Kelly had failed to come set before delivering a pitch to Scott. A balk was called during his delivery, and Scott swung. The balk had precedent to push all the runners ahead a base and bring home Carpenter as the go-ahead run. But because the ball was in play, the initial announcement in the press box was that obstruction had been called. Carpenter’s path back to the base was blocked. Eventually the actual called was sorted out. Kelly was dinged with a bases-loaded balk, and Carpenter had the most unusual trip around the bases in awhile.
He reached on the interference. He scored on a balk.
Scott went back to the plate after appearing to line out.
Brendan Donovan widened the lead for the Cardinals with a two-run double that hopped into the right-field corner. The Cardinals sent 10 batters to the plate in the decisive seventh inning and they scored more runs in that inning than they had in their previous 24 of the season. They didn’t have a hit until the fifth batter of the inning, and did not need one to score two of the five runs of the inning.
Lynn pulls of immediate ‘Houdini’
Both starting pitchers struck out the side in the first inning.
They took wildly different routes to do so.
Yamamoto muscled through the first three Cardinals he faced with strikeouts, two of them on that plunging splitter that made him one of the best pitchers in Japan’s top league. Lynn decided for a less linear inning, preferring to ratchet up the degree of difficulty first. The top of the Dodgers’ order – it has three former MVPs, as you may have heard – skipped three consecutive singles against Lynn to load the bases before he could get an out.
When a pitcher faces a bases-loaded jam with no outs in an inning and is able to escape it, that pitcher is credited, unofficially, with a “Houdini†for the great escape.
Presto, Lynn had created one for himself.
He got out of it the same way Yamamoto got through the top of the inning. Lynn struck out three consecutive Dodgers to leave the bases loaded.

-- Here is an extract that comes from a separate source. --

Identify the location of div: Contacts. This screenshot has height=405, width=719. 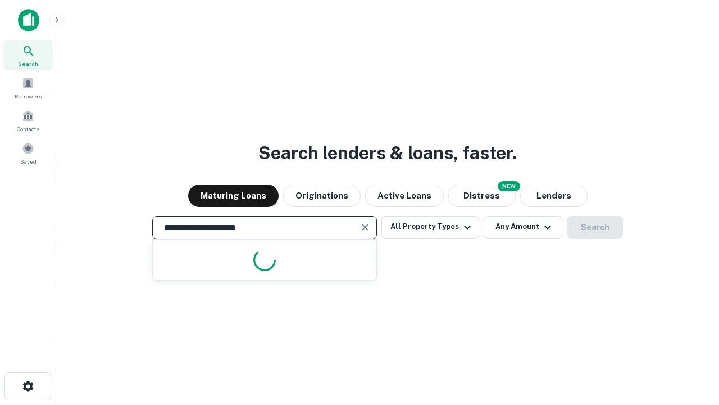
(28, 120).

All three of the Dodgers went down swinging, each of them undone by one of Lynn’s fastballs. Cleanup hitter Will Smith, Max Muncy, and new addition Hernandez struck out in order to give Lynn the Houdini and, for awhile, what seemed to be the most important escape of the Cardinals’ young season.
Yes, Dodger Stadium has a tarp
And then the rain came.
Lynn pitched through a downpour in the bottom of the fourth inning. Both dugouts appeared irritated with the situation as pools of rain started to form on the infield and the umpires let Lynn keep on chugging. Managers Dave Roberts and Oliver Marmol both shouted from at crew chief Alan Porter as the rain intensified. Between innings, Porter paused play, but the field was already soggy with water – and the tarp took a bit to fit right.

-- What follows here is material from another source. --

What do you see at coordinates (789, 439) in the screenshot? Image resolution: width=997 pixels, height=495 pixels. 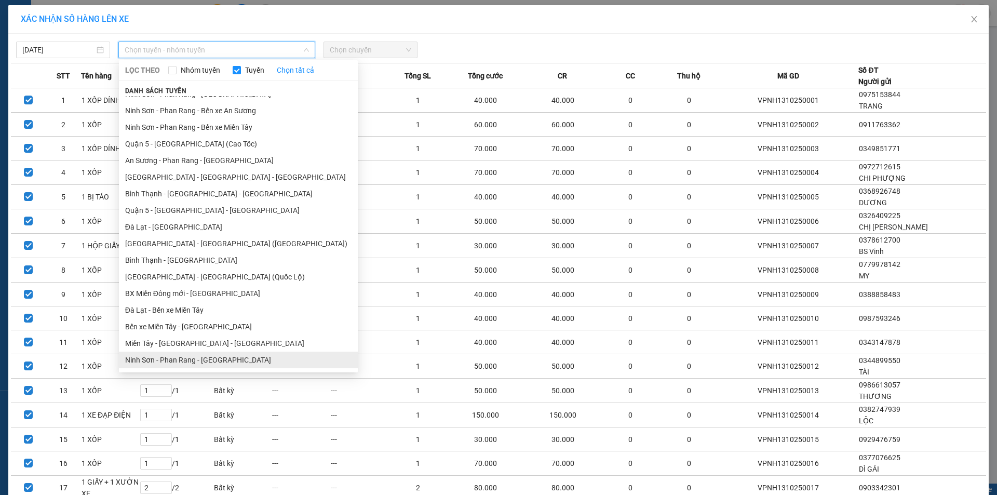 I see `td: VPNH1310250015` at bounding box center [789, 439].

Yes, there’s a tarp at Dodger Stadium.
No, it’s not used much.
The rain delay was the first at Dodger Stadium since April 7, 2015.
When the tarp was removed, the foul lines had to be redrawn and some of the standing water sopped up. The infield still had a puddle-gloss to it when play resumed. Yamamoto, who had held the Cardinals to one hit through four when the rain started, was back on the mound to pitch the top of the fifth inning.
Lynn would not be.
That’s where the game first pivoted
After safecracking the bases-loaded jam in the first inning, Lynn pushed through three more innings, and by the time the fourth ended he had retired eight consecutive Dodgers. When he did not return to the mound after the rain delay, the Dodgers capitalized.
They had some help.
Reliever Matthew Liberatore walked two of the first three batters he faced, and both of those walks became runs. That same trio of former MVPs that Lynn put on base in the first inning only to leave them there got on base against Liberatore – and did not stay. Betts walked and scored on Freeman’s RBI groundball single. Shohei Ohtani followed Betts’ walk with a walk of his own, and when Smith skipped a grounder past a diving Donovan, Ohtani scored for a 2-0 lead.
It took a throw from right fielder Burleson not a pitch from Liberatore to get the Cardinals out of the inning. Burleson caught a fly ball, and he threw a strike home so that catcher Ivan Herrera could tap Freeman for the inning-ending double play.